I have a shell command 'fst-mor'. It takes an argument in form of file e.g. NOUN.A which is a lex file or something. Final command : fst-mor NOUN.A
It then produces following output:
analyze>INPUT_A_STRING_HERE
OUTPUT_HERE
Now I want to put call that fst-mor from my python script and then input string and want back output in the script.
So far I have:
import os
print os.system("fst-mor NOUN.A")
You want to capture the output of another command. Use the subprocess module for this.
import subprocess
output = subprocess.check_output('fst-mor', 'NOUN.A')
If your command requires interactive input, you have two options:
Use a subprocess.Popen() object, and set the stdin parameter to subprocess.PIPE and write the input to the stdin pipe available. For one input parameter, that's often enough. Study the documentation for the subprocess module for details, but the basic interaction is:
proc = subprocess.Popen(['fst-mor', 'NOUN.A'], stdin=subprocess.PIPE, stdout=subprocess.PIPE)
output, err = proc.communicate('INPUT_A_STRING_HERE')
Use the pexpect library to drive a process. This let's you create more complex interactions with a subprocess by looking for patterns is the output it generates:
import pexpect
py = pexpect.spawn('fst-mor NOUN.A')
py.expect('analyze>')
py.send('INPUT_A_STRING_HERE')
output = py.read()
py.close()
You could try:
from subprocess import Popen, PIPE
p = Popen(["fst-mor", "NOUN.A"], stdin=PIPE, stdout=PIPE)
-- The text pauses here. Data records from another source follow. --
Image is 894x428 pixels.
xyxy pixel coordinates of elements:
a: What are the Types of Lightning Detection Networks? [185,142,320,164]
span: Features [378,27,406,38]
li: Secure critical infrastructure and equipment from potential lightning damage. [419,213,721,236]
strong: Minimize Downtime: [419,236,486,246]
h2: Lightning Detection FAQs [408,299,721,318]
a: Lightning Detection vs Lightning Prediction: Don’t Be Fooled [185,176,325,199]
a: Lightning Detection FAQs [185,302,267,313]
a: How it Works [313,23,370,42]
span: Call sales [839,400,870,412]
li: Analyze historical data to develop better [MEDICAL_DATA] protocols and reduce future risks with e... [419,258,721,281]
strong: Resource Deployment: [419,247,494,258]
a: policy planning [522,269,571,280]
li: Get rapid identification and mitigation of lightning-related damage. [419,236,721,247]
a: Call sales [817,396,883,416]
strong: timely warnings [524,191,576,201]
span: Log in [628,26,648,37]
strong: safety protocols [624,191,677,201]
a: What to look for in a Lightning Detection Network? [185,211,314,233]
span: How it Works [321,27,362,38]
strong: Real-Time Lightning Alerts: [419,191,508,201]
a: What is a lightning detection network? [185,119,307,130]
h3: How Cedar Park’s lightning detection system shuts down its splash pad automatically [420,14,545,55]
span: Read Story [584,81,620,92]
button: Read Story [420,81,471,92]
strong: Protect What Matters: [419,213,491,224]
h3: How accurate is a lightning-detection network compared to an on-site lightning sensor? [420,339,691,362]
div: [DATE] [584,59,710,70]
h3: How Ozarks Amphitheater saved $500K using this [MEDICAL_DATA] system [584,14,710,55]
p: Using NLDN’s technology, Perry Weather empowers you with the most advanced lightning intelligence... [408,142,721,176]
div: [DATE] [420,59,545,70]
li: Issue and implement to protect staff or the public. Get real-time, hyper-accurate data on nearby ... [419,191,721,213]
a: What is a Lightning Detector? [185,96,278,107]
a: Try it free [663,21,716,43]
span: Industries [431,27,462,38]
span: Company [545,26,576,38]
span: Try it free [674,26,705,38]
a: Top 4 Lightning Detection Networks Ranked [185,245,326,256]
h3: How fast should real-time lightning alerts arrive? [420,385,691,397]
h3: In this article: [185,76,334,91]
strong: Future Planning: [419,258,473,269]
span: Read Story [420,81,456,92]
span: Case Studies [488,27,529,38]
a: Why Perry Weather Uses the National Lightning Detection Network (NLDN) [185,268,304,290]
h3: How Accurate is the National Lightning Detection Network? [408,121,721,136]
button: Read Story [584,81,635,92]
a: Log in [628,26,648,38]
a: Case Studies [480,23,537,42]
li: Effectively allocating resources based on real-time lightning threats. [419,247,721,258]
output = p.communicate("INPUT_A_STRING_HERE")[0]
A sample that communicates with another process:
pipe = subprocess.Popen(['clisp'],stdin=subprocess.PIPE, stdout=subprocess.PIPE)
(response,err) = pipe.communicate("(+ 1 1)\n(* 2 2)")
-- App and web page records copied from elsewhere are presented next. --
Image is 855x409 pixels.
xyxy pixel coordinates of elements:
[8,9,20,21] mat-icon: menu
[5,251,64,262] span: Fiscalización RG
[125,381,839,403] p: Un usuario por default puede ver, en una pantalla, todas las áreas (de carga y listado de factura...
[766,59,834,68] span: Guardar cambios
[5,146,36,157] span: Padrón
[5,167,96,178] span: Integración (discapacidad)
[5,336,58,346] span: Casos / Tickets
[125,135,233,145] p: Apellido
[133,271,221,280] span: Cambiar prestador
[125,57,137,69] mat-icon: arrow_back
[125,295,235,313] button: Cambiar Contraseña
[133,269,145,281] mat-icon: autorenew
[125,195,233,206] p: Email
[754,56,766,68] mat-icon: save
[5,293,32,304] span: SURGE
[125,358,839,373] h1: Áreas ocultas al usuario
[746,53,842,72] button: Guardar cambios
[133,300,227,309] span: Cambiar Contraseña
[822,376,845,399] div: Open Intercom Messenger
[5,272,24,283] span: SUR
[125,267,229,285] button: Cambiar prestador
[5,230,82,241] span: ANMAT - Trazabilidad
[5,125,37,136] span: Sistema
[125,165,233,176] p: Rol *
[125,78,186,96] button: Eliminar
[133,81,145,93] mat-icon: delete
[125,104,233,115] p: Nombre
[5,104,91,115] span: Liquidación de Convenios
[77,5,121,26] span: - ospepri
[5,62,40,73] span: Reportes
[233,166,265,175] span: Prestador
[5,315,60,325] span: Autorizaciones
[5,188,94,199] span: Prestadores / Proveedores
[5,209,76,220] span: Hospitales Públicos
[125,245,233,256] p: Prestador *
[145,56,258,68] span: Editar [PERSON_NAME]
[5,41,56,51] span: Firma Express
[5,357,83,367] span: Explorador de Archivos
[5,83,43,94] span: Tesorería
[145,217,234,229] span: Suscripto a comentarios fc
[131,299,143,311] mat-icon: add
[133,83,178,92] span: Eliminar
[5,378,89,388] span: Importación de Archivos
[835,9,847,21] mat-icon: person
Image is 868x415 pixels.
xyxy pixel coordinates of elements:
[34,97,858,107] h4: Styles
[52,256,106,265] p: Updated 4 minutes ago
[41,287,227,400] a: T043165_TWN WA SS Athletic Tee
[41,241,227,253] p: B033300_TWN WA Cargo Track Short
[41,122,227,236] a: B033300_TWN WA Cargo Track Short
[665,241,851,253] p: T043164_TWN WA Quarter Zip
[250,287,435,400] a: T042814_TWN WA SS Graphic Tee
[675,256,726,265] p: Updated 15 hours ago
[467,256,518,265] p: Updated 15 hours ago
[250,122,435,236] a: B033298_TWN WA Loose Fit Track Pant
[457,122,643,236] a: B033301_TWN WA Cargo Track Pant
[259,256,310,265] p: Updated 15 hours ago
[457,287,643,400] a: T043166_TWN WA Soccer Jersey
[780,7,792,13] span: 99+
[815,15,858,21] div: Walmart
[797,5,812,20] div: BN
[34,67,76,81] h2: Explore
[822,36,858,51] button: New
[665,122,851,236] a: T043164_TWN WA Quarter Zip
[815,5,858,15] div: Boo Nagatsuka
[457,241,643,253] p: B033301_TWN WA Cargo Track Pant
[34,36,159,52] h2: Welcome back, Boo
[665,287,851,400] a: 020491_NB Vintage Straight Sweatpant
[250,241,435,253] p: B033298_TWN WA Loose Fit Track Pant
#only print the last 6 lines to chop off the REPL intro text.
#Obviously you can do whatever manipulations you feel are necessary
#to correctly grab the input here
print '\n'.join(response.split('\n')[-6:])
Note that communicate will close the streams after it runs, so you have to know all your commands ahead of time for this method to work. It seems like the pipe.stdout doesn't flush until stdin is closed? I'd be curious if there is a way around that I'm missing.